Tuesday 14 January 2014

La Tragedia Repetida


"O German mother dreaming by the fire, While you are knitting socks to send your son His face is trotten deeper in the mud"

Siegfried Sassoon, a highly decorated British "hero" of the First World War wrote these lines. He was tested for a psychological disorder because of his war criticism.

I realised that I was dead the moment that I did not hear the shot. For years I had told myself that as long as one can hear a shot being fired one is safe. Bullets exceed the speed of sound. They reach you without warning. Or rather, they arrive before their warning does. Thus when I did not hear it, I knew, knew with uncertain conviction that I was dead. The comfort lasted only as long as the thought.

It happened soon after we had passed the man sitting in the shade, the first casualty on this sunny and misty morning of madness, a man sitting in his own blood and urine.

We had gone to bed the previous evening, in an abandoned building, filled with fear and affected bravado and woke up, unwarranted and sudden in fearful chaos, a chaos superimposed on a calm realism, of colourful sunrise and gentle breeze, fractured by a gunpowder thirst that cannot go away.

Three men sent out last night to find a safe passage had failed to return by this morning. Sporadic shots became regular and intense with the approach of a misty, surreal morning without a sunrise. I cursed.

Farewell at last I said to these streets of pain. Violence ventured back and forth and frequent collective punishment measures quickly turned this into a place seething with anger against the occupation and the relentless bombardment.

In trying to put an end to history, we seem to have provoked another round of it - more vicious, more enduring, and more traumatic than before.

Danger, especially mortal danger, always seems to happen in the big spaces where we are not. We do not need to fear danger; we only have to fear it happening in that small space where we are.

The first death sitting in his blood and urine. La tragedia repetida.

A military officer armed with an umbrella, walking with calm purpose as slow people pass me by.

The true enemy do not always wear armbands, and strut, and command great rallies, but are impeccable gentlemen, who sell out their souls to a rampant power behind a smokescreen of propaganda that appropriate noble concepts such as "democracy", "freedom" and "human rights" and "our way of life" and "our values".

Is it that we don't actually want to win a new world? It can't be that, can it?

What truly is logic? Who decides upon reason? My quest has taken me through the physical, the metaphysical and even the delusional. It is terrible and mighty, and as an offspring of this delusion you wonder what you should do. For isn't it a part and parcel of its teachings that everything has a price and that there is always a time of reckoning?

You look around to find out what others are doing about it. They are doing what you are doing; wondering what to do. Knowing then that I am dead, from the shot that I had not heard, I sat down, heavily, with a sigh, knowing then that I am dead, no longer wondering what to do. Having done it all and having done nothing at all.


### EXERCISE REQUIREMENTS:
What lines in the entries hold the string "with"? List them.

### TASK MATERIAL:
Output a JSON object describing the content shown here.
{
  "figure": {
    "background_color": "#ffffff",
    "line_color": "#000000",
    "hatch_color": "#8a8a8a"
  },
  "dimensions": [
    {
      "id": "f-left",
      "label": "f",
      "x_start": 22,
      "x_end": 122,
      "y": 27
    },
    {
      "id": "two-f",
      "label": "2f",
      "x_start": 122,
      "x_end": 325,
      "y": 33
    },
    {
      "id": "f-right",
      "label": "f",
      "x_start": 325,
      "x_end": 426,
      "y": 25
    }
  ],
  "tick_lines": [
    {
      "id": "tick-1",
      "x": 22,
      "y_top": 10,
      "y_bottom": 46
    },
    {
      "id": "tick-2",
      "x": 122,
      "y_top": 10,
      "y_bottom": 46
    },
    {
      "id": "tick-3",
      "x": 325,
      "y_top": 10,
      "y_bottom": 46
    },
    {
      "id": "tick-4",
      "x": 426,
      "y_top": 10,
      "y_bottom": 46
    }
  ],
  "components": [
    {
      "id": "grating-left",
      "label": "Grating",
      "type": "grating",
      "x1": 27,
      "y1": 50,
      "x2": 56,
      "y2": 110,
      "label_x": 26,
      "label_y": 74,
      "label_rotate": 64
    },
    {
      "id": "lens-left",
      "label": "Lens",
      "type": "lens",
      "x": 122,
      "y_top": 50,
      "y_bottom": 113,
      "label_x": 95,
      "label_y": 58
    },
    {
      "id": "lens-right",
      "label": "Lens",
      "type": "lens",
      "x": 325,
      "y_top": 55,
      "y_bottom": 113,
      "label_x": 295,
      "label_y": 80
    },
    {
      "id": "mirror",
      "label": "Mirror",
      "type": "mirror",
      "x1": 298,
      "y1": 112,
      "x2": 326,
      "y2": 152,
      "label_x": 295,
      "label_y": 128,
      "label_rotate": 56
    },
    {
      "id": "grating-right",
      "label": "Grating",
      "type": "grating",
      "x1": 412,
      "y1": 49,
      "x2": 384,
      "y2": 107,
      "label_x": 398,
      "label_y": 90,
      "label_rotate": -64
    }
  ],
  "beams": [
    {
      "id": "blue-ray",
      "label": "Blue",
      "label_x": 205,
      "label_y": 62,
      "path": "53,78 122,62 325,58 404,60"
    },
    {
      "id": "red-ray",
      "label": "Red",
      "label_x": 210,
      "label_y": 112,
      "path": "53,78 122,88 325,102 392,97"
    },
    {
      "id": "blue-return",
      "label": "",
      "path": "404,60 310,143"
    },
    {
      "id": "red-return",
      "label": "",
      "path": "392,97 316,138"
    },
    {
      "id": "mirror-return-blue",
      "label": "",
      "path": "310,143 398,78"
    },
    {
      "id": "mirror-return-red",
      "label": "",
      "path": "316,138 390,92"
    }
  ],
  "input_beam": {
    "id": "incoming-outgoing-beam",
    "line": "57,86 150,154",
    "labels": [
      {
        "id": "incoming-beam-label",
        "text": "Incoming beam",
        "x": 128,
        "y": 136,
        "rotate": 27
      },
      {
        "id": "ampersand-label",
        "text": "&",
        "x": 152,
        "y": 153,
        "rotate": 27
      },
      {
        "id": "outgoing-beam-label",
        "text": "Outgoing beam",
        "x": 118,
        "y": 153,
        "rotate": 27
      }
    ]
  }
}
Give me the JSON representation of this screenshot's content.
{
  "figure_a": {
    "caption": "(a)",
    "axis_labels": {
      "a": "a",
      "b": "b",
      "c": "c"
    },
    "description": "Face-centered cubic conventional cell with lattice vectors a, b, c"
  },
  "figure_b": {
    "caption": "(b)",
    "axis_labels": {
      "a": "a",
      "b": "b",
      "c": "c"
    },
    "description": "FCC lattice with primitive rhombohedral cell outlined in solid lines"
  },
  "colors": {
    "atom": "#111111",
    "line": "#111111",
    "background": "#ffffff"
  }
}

### RESPONSE TO THIS EXERCISE:
    "description": "Face-centered cubic conventional cell with lattice vectors a, b, c"
    "description": "FCC lattice with primitive rhombohedral cell outlined in solid lines"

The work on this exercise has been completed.